He doesn’t do tricks. Be respectful, for goodness sake.
They’re not tricks. They are “performance pieces.”
“Ya know, something a little more grandiose than just ‘trick,’” begged Craig Karges, a Wheeling resident who has performed more than 5,500 mindbending shows worldwide and across the country. “And the pieces make up my routines.”
Routines?
“Routines.”
Karges has been amazing audiences since he was in grade school at St. Vincent’s. It’s how he paid for college, an education, as it turned out, he didn’t need. It is the only job he’s ever had.
“I thought I’d have to have a full-time job and that I would do this other stuff on the side,” he said with a chuckle. “But the show was really popular for a long time. In fact, until Covid hit, I was really, really busy. It’s only now really starting to come back.”
And that is why Karges has resumed developing new “performance pieces” for his “routine.” It’s been fun, he insisted, until, that is (he has to admit to himself) he doesn’t feel it.
“I have come up with new pieces in a lot of different ways. I’ve seen things in movies, or I’ve read about something somewhere, and I would think about how I could bring the impossible into the show,” Karges explained. “But what’s really difficult is practicing it because everything I do is very interactive and interactive with strangers. That means it’s really impossible for me to practice with my wife because she knows me too well, and it doesn’t work that well.
“So, what that means is that I have to put the piece into the show and see how it goes, and if it really doesn’t feel as if belongs, I either change it or get rid of it, but I have to see if it has legs. Sometimes it does, and sometimes it doesn’t,” he said. “And then I have to do it at least a dozen times before I feel comfortable doing the new piece and to see what the response is. It’s really trial and error and that’s because it usually changes from show to show because it’s all live. And yeah, it has to feel right.”
Or When There’s Bloodshed
But is he a “mentalist,” an “extraordanist,” or an “illusionist”?
“In the beginning, people called me a magician, but I don’t do magic, so that’s not true,” Karges said smiling. “I don’t know. I guess I’m an entertainer who does cool stuff.”
And the Central Catholic alum has performed in 27 countries and all 50 states, and it truly is all fun and games.
Until Karges bleeds, that is.
“To be able to do the things I do on stage, there’s a skill set you have to learn, but another part of it is the art of it all. I may be doing the piece, but I dress it up so I can do what I have to do to make it all work. At least that’s the way it’s supposed to take place,” he explained. “Now, I do this one piece blindfolded where I have these cups, and one of them is covering a spike. I smash the cups while avoiding the spike, but I spiked my hand one day in front of the service personnel of Ohio County Schools.
“When that kind of stuff happens, and it does sometimes, I try to figure out why it happened,” Karges said. “Well, that day, I determined I was too focused on the new material in the show and not concentrating well enough on the material that had been in the show for a while.”
Most of the time, he’s able to play it off and act like nothing went wrong at all. If there is blood, though?
“That’s when it can be really embarrassing,” Karges said – this time with a straight face. “And yes, I do try my best to avoid it in the future.”
Will You Still Need Me, Will You Still Feed Me … When I’m Sixty-Four
There was this one day in March 2020, when Karges’ show schedule was full.
And then the very next day his “routine sheet” was blank, and all residents in the tri-state area were told to go home and stay there. Something called Covid took over, and the virus grounded this extraordinaire to his Wheeling home with his wife, Charlotte.
“The worst part was that no one knew what the future looked like,” Karges remembered. “I did a lot of corporate shows, and those disappeared immediately and are only now starting to come back. Theatres shut down, too, and so did the schools, so we just hung out and ordered a lot of take-out.”
The college circuit was the first to recover, but the theatre industry and corporations have continued to exercise caution when planning employee events. The pandemic, though, caused a pause in an otherwise hectic travel and performance schedule.
“I had taken vacations and time off before, but never that long,” Karges said. “It made me think about how much I still love doing the show, and I did spend time developing new material while everyone waited for things to get back to normal. Now that it is, I’ve been trying to get it built back, but I do wonder sometimes how much it can be built back.
“Trust me, I’m not done and won’t be for a while,” the virtuoso added. “But it’s going to be interesting to see how the rest of the world cooperates.”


Exercise description:
In the data, find the word "selected" and copy out every line that has it.

+--

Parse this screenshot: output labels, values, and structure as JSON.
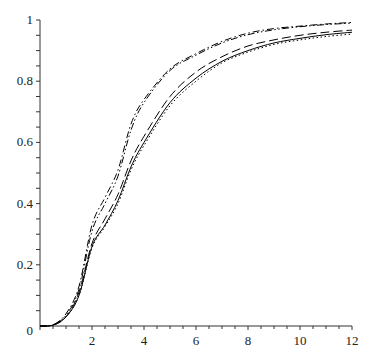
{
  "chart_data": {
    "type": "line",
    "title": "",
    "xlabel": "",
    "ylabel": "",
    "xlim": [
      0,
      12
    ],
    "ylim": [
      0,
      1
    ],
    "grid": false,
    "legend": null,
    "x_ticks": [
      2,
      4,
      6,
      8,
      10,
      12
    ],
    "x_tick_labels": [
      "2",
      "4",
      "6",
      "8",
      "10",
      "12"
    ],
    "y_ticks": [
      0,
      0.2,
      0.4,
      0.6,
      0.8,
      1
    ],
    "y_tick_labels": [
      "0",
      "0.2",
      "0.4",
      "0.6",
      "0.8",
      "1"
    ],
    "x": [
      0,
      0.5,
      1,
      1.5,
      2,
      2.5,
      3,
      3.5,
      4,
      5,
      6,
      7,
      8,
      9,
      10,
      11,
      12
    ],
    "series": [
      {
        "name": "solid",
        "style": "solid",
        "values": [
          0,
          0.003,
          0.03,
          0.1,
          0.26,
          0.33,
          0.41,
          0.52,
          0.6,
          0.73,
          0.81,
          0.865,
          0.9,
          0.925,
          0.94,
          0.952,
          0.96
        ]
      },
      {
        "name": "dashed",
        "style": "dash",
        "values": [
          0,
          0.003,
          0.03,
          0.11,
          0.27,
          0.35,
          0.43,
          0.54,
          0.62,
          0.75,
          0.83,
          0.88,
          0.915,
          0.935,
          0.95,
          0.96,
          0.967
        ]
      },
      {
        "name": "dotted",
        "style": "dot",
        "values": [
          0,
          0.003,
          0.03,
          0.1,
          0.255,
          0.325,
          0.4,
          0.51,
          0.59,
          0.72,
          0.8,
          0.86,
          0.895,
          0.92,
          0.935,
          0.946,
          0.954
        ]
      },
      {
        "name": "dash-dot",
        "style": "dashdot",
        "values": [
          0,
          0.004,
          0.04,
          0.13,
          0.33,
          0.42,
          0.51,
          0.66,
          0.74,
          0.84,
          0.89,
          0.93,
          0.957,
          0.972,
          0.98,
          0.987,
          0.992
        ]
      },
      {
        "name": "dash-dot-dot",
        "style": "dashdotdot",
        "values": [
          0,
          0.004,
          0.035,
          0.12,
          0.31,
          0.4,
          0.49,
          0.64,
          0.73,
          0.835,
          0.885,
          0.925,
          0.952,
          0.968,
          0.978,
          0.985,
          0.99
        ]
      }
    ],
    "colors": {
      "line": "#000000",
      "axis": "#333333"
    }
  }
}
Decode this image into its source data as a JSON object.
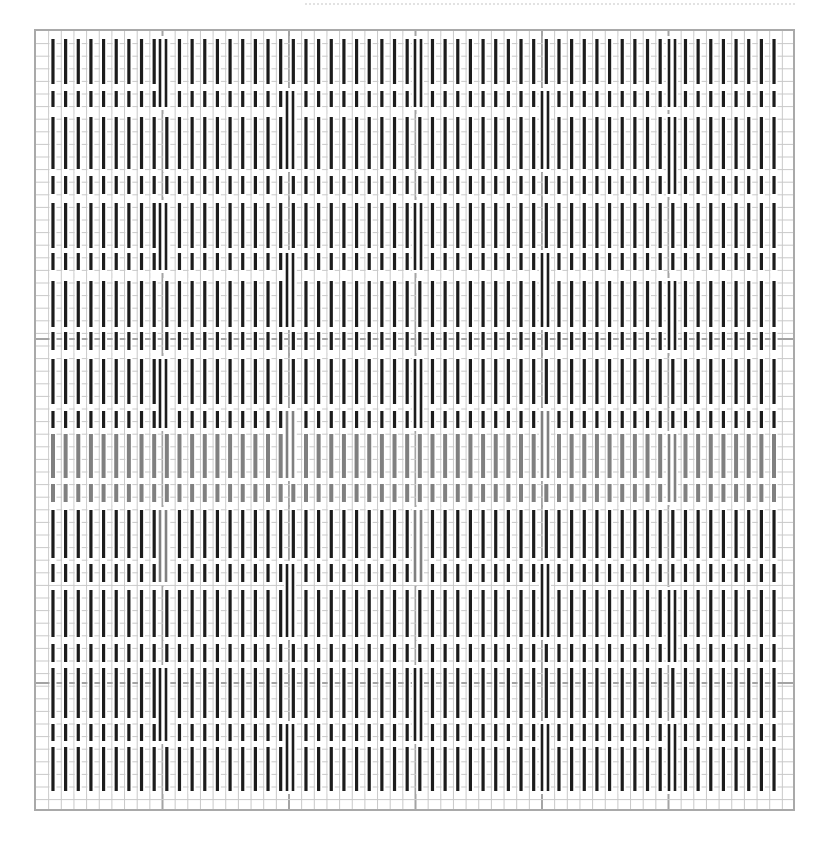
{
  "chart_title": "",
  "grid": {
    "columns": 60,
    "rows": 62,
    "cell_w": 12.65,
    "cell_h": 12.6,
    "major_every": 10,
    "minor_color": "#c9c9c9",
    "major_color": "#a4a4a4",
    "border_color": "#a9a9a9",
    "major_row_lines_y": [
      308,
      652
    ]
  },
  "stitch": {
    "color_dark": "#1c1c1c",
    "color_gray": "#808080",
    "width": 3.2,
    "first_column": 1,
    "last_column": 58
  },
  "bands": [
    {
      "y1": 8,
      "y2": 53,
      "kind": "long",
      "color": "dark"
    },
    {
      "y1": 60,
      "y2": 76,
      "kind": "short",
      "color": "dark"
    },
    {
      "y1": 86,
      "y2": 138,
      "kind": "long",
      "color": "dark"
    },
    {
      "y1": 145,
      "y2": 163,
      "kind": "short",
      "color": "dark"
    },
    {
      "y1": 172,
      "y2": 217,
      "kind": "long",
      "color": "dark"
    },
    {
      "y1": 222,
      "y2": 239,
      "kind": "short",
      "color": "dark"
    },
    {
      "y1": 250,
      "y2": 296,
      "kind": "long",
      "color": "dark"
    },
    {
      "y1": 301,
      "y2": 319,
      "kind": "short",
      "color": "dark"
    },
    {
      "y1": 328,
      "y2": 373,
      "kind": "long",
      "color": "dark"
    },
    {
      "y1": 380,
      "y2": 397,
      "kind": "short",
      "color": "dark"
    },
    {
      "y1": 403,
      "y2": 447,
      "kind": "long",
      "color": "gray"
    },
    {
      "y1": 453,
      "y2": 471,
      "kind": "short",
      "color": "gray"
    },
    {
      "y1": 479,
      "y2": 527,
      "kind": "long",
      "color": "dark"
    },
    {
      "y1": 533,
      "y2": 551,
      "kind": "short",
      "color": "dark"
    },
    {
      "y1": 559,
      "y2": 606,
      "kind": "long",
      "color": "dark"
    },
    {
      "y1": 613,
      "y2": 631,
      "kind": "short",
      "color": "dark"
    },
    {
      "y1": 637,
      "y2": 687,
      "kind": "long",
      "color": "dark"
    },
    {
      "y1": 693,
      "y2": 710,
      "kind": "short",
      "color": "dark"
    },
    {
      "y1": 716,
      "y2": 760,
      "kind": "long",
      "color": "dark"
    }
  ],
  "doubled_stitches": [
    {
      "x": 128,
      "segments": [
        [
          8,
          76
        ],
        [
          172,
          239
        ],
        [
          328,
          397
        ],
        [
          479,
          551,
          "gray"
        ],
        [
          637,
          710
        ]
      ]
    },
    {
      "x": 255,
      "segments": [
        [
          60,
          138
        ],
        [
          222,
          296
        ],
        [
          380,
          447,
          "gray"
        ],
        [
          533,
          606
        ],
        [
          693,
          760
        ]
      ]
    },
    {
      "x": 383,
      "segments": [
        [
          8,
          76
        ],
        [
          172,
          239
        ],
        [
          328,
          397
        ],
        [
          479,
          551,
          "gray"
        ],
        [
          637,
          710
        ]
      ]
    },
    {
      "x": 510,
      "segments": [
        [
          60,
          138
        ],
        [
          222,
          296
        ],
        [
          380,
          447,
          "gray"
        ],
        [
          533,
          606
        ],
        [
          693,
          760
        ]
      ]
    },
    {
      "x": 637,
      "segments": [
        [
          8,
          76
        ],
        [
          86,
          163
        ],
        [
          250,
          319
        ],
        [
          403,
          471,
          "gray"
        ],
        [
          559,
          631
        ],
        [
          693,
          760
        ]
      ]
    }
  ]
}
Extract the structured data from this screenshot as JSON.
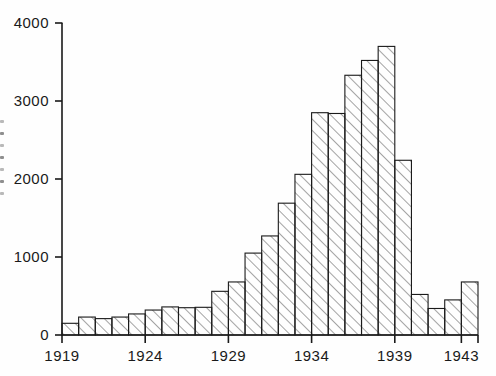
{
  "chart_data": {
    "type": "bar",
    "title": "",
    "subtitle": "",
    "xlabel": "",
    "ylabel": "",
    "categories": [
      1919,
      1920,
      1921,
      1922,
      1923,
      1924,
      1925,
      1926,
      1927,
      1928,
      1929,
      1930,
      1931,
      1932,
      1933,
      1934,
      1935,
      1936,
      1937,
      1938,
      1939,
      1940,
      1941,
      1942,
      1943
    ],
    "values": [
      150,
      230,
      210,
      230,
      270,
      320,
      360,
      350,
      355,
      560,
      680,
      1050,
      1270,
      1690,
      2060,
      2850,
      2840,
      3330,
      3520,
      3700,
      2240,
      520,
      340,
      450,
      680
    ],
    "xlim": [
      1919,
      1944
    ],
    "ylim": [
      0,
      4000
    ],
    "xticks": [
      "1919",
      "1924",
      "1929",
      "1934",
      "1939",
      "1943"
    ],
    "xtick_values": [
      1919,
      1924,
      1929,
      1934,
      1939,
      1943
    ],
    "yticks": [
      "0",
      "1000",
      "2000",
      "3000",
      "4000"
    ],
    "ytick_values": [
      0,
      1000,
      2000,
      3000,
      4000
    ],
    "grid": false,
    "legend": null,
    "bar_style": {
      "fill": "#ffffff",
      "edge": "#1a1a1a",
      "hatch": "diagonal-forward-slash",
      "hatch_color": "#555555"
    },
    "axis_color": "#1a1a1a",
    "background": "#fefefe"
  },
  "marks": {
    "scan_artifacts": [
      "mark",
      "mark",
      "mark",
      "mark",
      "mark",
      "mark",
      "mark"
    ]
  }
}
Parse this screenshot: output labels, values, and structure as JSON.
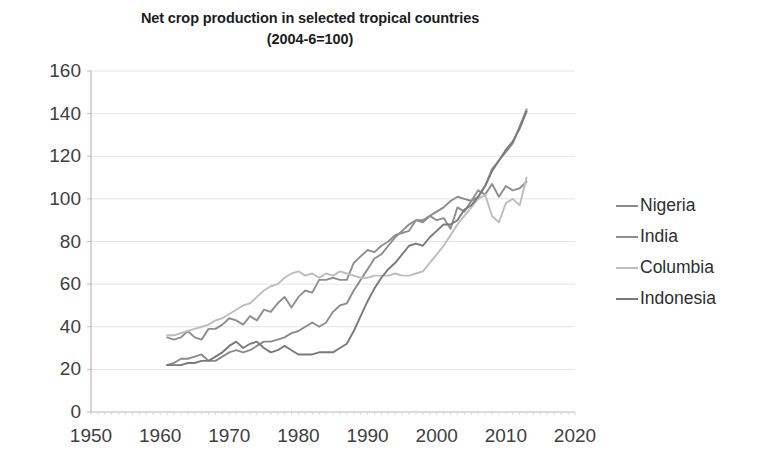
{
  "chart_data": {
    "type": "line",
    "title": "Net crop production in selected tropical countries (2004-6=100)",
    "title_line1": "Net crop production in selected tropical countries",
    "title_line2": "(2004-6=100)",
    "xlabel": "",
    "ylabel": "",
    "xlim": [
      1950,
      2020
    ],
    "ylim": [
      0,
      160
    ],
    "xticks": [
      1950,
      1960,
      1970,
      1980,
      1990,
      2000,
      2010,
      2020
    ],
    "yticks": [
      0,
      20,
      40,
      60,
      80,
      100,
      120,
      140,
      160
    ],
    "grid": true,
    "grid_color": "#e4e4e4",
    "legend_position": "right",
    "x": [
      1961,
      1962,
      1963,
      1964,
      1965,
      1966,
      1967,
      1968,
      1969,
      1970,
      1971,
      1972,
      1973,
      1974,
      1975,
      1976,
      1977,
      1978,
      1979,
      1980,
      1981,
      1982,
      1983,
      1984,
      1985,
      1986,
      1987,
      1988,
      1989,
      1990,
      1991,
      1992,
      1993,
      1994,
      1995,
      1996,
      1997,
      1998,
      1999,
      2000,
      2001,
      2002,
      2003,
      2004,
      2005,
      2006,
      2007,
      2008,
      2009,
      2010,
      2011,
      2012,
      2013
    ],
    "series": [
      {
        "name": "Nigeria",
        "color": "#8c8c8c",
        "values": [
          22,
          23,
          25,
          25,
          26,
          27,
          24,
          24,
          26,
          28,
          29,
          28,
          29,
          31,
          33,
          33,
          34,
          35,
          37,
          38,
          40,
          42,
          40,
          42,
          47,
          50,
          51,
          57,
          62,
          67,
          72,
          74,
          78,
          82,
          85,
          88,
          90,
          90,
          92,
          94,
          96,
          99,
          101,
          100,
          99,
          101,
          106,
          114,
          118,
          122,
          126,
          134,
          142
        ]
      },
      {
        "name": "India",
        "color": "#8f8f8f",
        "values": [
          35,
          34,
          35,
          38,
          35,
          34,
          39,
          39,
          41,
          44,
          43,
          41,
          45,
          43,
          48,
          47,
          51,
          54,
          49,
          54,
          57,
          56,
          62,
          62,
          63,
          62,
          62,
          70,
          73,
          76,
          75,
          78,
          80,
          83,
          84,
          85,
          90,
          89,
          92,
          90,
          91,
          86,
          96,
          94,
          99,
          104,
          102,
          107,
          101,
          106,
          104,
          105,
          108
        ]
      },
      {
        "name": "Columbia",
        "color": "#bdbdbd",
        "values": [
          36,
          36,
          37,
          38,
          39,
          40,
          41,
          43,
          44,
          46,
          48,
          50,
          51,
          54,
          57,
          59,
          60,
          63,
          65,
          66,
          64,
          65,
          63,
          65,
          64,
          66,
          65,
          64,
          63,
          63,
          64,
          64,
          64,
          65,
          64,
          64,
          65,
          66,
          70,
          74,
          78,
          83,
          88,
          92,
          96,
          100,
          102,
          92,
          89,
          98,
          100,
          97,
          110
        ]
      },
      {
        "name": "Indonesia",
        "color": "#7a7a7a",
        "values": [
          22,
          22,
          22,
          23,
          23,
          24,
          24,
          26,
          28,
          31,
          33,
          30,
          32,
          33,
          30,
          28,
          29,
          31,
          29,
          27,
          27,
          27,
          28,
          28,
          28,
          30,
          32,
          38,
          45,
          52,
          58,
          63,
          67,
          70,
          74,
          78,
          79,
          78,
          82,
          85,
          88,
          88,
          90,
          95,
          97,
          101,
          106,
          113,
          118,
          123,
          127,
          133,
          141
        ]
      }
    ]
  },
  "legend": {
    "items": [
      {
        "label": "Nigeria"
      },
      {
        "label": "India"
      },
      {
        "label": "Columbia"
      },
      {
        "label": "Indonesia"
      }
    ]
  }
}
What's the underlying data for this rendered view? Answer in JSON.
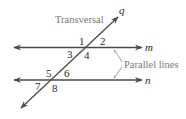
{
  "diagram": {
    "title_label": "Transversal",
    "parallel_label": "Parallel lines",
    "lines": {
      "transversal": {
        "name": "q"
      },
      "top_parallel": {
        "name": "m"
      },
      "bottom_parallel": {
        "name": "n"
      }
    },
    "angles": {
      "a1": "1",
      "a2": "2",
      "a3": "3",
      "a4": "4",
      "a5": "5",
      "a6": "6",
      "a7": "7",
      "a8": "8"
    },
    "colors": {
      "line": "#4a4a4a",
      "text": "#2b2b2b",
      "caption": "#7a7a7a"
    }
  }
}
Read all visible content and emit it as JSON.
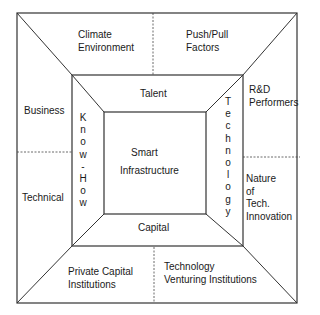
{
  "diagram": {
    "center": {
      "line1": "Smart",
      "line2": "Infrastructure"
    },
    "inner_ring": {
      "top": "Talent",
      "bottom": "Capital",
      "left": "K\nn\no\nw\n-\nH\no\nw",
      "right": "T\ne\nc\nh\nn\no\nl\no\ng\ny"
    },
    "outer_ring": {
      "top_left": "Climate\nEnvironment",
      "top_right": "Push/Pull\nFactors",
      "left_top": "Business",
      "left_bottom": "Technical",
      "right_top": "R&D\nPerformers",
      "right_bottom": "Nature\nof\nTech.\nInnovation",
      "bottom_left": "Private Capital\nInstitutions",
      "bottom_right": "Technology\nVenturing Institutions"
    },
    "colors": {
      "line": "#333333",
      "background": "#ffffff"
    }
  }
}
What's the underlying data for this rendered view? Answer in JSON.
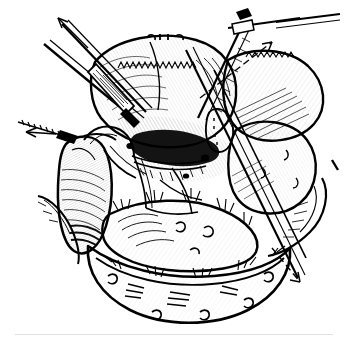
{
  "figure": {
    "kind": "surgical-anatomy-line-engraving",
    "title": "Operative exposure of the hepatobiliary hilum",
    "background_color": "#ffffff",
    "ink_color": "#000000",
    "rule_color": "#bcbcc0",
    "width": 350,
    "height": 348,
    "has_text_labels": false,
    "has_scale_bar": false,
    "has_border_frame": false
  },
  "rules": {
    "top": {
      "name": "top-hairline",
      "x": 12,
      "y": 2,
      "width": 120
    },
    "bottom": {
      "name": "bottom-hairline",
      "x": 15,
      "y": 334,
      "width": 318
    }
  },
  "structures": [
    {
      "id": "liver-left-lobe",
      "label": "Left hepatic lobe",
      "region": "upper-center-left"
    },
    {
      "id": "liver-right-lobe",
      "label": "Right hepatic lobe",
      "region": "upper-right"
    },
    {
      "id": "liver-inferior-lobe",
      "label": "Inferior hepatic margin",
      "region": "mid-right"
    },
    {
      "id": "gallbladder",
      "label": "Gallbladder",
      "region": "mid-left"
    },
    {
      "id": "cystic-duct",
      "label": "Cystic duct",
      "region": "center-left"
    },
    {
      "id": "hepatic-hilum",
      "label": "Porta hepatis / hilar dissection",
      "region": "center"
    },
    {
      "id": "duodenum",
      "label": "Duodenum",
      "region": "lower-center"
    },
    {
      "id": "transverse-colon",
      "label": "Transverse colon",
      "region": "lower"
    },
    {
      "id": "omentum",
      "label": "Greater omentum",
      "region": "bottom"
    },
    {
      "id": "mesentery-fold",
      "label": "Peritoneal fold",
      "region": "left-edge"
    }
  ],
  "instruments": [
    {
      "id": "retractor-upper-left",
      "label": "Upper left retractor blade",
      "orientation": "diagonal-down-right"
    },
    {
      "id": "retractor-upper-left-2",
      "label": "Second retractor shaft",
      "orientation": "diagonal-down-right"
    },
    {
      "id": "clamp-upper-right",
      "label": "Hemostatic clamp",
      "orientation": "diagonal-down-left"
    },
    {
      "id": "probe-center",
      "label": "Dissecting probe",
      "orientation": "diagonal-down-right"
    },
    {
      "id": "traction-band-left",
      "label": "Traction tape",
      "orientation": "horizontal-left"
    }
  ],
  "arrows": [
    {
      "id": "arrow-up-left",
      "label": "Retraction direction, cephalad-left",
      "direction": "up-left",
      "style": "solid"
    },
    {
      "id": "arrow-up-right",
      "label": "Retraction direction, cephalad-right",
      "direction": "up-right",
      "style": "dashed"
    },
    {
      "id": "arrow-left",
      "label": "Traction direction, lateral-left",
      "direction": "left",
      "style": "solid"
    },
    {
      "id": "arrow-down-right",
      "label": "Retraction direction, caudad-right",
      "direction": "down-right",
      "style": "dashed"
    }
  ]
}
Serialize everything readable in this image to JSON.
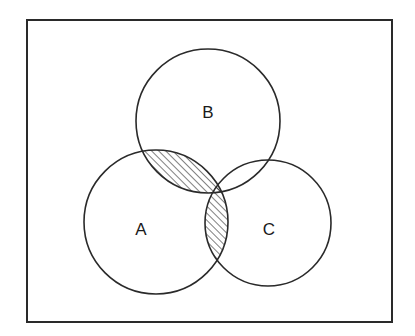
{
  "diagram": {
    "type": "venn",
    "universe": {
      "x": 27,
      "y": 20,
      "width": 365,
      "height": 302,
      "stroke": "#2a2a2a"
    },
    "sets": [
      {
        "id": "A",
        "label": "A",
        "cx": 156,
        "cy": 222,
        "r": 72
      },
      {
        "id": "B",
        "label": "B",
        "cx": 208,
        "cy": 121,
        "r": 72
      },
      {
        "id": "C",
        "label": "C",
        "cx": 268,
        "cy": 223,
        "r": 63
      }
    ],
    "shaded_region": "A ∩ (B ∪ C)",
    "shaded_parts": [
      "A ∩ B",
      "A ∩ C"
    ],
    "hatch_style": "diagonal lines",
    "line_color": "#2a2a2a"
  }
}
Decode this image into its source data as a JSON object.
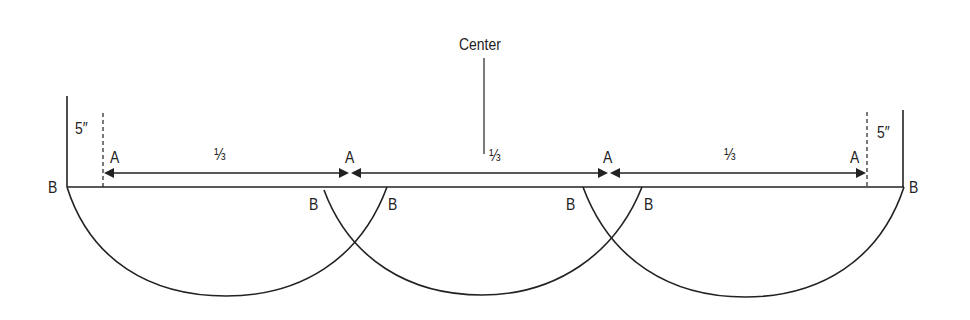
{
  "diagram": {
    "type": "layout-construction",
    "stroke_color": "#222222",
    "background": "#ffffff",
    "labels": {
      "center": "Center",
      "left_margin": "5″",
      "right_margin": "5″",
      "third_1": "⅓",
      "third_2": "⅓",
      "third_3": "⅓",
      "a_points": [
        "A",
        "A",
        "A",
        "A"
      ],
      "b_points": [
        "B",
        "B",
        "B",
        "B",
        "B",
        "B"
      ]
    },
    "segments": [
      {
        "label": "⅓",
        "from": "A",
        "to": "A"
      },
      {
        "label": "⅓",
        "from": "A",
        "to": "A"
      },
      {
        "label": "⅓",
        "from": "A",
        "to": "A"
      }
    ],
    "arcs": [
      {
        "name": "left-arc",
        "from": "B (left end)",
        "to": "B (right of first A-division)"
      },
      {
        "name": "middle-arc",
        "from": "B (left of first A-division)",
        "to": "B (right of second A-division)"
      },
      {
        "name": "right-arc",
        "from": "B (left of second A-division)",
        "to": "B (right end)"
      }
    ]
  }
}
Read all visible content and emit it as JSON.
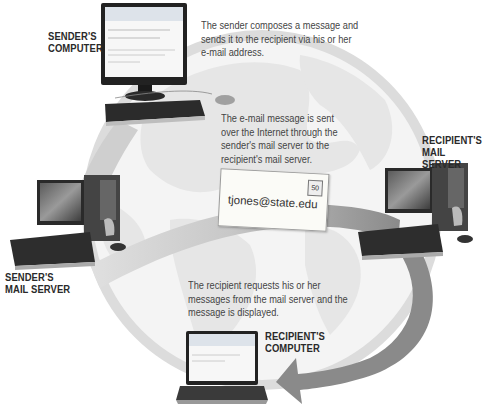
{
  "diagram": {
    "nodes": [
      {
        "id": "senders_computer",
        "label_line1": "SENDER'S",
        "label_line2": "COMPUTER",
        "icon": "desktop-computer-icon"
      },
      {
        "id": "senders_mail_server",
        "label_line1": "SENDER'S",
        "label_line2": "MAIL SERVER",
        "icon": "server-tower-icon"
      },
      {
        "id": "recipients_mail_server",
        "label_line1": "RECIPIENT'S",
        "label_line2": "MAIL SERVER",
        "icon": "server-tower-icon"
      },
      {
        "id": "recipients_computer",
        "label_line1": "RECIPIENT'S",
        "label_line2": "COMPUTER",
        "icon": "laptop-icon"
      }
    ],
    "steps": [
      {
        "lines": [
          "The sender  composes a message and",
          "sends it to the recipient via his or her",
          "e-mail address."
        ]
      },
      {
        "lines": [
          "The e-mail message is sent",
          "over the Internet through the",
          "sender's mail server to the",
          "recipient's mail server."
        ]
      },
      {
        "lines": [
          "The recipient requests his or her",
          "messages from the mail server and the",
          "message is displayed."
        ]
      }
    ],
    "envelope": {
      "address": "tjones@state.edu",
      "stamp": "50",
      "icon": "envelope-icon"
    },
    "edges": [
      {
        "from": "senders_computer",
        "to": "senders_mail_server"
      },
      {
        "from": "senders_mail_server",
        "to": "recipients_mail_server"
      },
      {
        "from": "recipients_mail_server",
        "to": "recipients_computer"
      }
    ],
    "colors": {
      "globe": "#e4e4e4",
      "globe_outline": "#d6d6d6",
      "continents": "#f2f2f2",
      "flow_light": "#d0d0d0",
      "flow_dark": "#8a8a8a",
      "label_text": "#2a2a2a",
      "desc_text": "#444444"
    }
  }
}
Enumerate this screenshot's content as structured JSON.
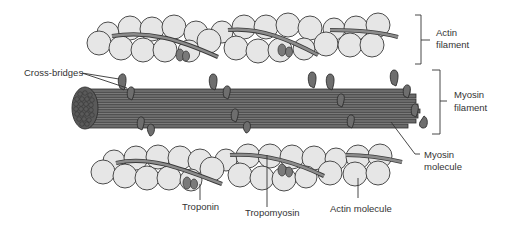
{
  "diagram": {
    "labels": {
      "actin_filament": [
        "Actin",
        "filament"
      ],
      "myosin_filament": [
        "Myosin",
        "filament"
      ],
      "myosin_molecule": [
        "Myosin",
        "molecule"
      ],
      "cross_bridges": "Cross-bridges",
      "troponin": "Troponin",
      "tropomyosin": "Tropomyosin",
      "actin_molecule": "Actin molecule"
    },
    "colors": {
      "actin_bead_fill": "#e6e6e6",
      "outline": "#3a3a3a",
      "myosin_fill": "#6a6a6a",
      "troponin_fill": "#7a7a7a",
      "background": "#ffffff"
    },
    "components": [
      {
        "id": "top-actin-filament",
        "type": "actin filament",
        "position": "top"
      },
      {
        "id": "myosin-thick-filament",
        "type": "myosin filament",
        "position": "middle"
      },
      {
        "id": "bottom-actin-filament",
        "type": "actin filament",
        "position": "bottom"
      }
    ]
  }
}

+--

Answer box:
    "title": "Net crop production in selected tropical countries (2004-6=100)",
    "title_line1": "Net crop production in selected tropical countries",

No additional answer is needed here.